6/15/2026: Trying to Read a Grandparent Book

At a Little Free Library there was a really handsome mint-new book all about being a grandparent. There was a famous woman on the cover who we see on the television set. She works with other important people who are also all over the television too. Maybe this book could teach me how to respond in a grandparently manner toward the kiddos already running about in the world, and help them to be more happy and safe?

At home I hunker in for an hour or so of flipping around and reading vignettes. It’s puzzling to see that the book is not Here is how to be another adult in a tight-net web of connections who are there for kids. Instead, the point of the book is We’re all famous people at the top of our field, we’ve totally rocked the world in our professions, we have great spouses and successful children — and now we’re rocking it as grandparents too!

Gosh. Growing up I had four grandparents born in the 1890s. The two grandfathers never held a conversation or shared an activity with me because they were men and worked immensely hard at their jobs. The two grandmothers were happy to fix me meals and snacks but worked immensely hard in the kitchen cooking for stampedes of relatives or scrubbing windows with ammonia & crumpled newspaper or weeding the garden or tending the wringer washing machine with a top lid and a wood paddle to agitate the clothes before hanging them up on the clothesline and then ironing them with starch.

Anyway. The book narrates in lavish detail the pleasures of grandchildren, especially babies: their deep gaze, different from but profound like the gaze of a lover; that wonderful clean baby smell and soft skin that made one contributor confide an urge to lick the infant’s face; the oxytocin-fueled amazement that after all the rich enjoyments of other human intimacies and lifetime achievements, a grandchild is a completely new source of radiant euphoria that promotes our healthy aging and can postpone and even reverse chronic illness. And here I thought God sets children in front of us so that we can observe and fulfill whatever they need from us?

In one story, a grandparent tells of the wonder of being in the hospital witnessing a newborn grandbaby in bed lying in between daughter and son-in-law for that all-important first physical bonding between the parents’ bodies, and how the new father leans over and plants twenty full-souled kisses on the lips of the new mother-wife.

At that point I turn the book down and just sit there like a cardboard mannequin. All this physical intimacy and emotional attachment and joy — there’s no personal history data to match it. What’s it like to gaze in the eyes of a lover, or have skin to skin contact with an infant? The story that my mind concocts about this book is Look, here is another core human endeavor that you’ve missed and failed at as a human.

Well, except the failure isn’t in my dreams. In my dreams my children are running around, and I’m in the kitchen fixing them breakfast and then wake up crying, wondering where did everybody go?

This book needs to go back to the little free library as soon as possible, in its pristine condition, so a woman who is good at doing real woman life can enjoy its affirming resonance. Time to stop reading and close the pages. On the cover, the author looks absolutely radiant and beautiful, cradling her grandkids. Gazing at the dust jacket I watch my hands do something interesting. They rip the photograph to smithereens. Then the hands proceed through the pages tearing the stories to little shreds. Now it’s a recycle bin of confetti. That felt surprisingly helpful.

Then I got into bed with a Russian copy of Way of a Pilgrim. It opened at random to a narrative explaining the nature of spiritual attack. The Orthodox find it normal that Satan is a real presence, out to upset and make us miserable. If he’s trying a temptation on me (and what other bait is he gonna try — violent video games? spinning auto doughnuts at a street takeover? fixing the World Series? airplane glue?) he picked a good one.

There was a little boy today at the grocery store. His mother held a full shopping cart, examining items on a shelf. Her son was seeing how long he could stand on one foot, then balance on the other. I said to the mom “Wow, look! Someone has nice balance there! I sure wish I could stand on one foot like that!” The mother did not look at me, but yanked the boy to the other side of her and took off with the cart. Later when they came around the next aisle the mother steered well away. But the boy looked back, and caught my eye for a show-offy trick: he could stand with one shoe right on top of the other without falling down. I watched carefully and gave him a very grave impressed nod, and like Robert Lansing through the cockpit window in “Twelve O’Clock High” added a thumb’s up. Good work, soldier.

Looking back to make sure I was still watching, as an encore he picked up one foot, and hopped away.

About maryangelis

Hello Readers! (= Здравствуйте, Читатели!) The writer lives in the Catholic and Orthodox faiths and the English and Russian languages, working in an archive by day and writing at night. Her walk in the world is normally one human being and one small detail after another. Then she goes home and types about it all until the soup is done.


_What to produce_.
Pull each line containing "Image" out of the data and copy it.

_Material for this task_.
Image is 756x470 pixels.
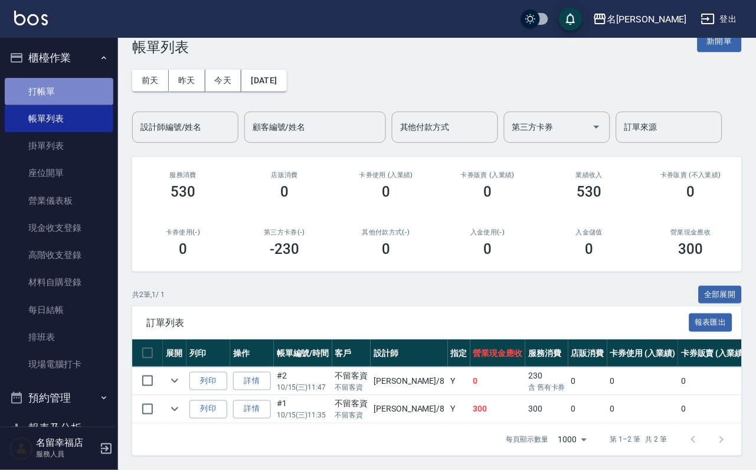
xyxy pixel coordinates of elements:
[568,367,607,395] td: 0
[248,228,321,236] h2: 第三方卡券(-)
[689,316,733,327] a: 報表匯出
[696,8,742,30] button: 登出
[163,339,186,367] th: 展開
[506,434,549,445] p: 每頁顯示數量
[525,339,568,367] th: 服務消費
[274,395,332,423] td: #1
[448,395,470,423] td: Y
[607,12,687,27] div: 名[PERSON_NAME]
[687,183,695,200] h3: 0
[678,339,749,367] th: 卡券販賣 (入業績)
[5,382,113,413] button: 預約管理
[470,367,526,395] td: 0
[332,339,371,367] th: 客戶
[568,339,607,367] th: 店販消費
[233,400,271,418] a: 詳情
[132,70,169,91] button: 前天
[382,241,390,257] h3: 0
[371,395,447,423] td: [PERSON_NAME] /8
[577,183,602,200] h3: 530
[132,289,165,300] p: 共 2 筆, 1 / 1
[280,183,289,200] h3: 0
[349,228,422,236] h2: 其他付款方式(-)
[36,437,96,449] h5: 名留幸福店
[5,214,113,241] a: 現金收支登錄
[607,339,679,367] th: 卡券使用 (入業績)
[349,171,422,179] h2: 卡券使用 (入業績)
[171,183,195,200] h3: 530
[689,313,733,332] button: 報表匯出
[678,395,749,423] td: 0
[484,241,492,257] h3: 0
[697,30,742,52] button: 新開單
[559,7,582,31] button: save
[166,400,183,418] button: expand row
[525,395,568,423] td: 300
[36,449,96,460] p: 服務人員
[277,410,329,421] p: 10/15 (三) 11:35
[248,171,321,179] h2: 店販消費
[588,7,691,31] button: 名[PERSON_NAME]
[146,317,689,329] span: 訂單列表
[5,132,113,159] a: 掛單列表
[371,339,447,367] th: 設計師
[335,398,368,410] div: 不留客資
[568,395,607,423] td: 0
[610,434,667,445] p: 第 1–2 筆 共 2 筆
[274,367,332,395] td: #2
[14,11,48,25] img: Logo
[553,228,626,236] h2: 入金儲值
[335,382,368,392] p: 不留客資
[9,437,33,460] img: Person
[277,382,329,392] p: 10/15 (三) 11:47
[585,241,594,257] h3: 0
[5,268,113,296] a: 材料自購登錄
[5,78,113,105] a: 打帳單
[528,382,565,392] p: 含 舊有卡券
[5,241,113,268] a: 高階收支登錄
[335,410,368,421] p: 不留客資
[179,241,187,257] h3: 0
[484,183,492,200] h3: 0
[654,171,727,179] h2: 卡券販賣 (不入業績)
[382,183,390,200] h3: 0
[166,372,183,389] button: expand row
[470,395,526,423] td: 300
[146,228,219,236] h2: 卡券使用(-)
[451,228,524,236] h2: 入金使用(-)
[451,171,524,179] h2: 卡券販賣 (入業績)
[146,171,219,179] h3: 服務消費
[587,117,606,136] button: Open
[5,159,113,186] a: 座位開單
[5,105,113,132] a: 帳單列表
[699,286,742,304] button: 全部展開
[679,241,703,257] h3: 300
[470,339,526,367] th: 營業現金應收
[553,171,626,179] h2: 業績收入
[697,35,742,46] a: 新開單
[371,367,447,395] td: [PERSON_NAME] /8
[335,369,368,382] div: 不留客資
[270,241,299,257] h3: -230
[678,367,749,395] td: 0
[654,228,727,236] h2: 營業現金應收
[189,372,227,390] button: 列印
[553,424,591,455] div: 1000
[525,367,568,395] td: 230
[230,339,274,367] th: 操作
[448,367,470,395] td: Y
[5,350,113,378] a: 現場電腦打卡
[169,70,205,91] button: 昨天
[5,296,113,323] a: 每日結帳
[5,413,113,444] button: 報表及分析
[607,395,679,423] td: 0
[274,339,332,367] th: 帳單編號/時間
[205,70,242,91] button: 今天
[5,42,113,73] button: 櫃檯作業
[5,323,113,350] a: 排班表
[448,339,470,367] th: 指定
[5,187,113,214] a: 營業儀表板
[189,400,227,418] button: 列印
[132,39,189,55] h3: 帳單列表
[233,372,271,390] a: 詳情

==

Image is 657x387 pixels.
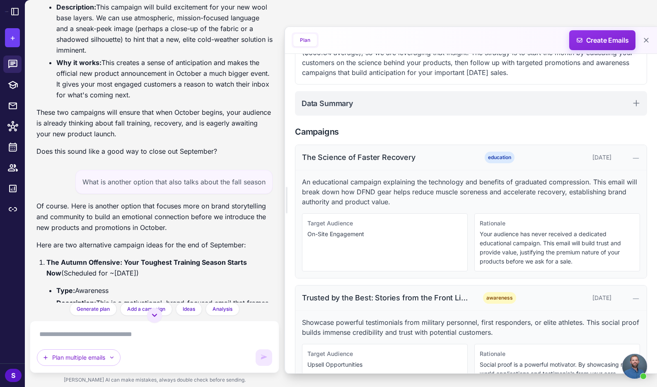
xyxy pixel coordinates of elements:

_Exercise result_.
Image is 756x470 pixels.
Image is 657x387 pixels.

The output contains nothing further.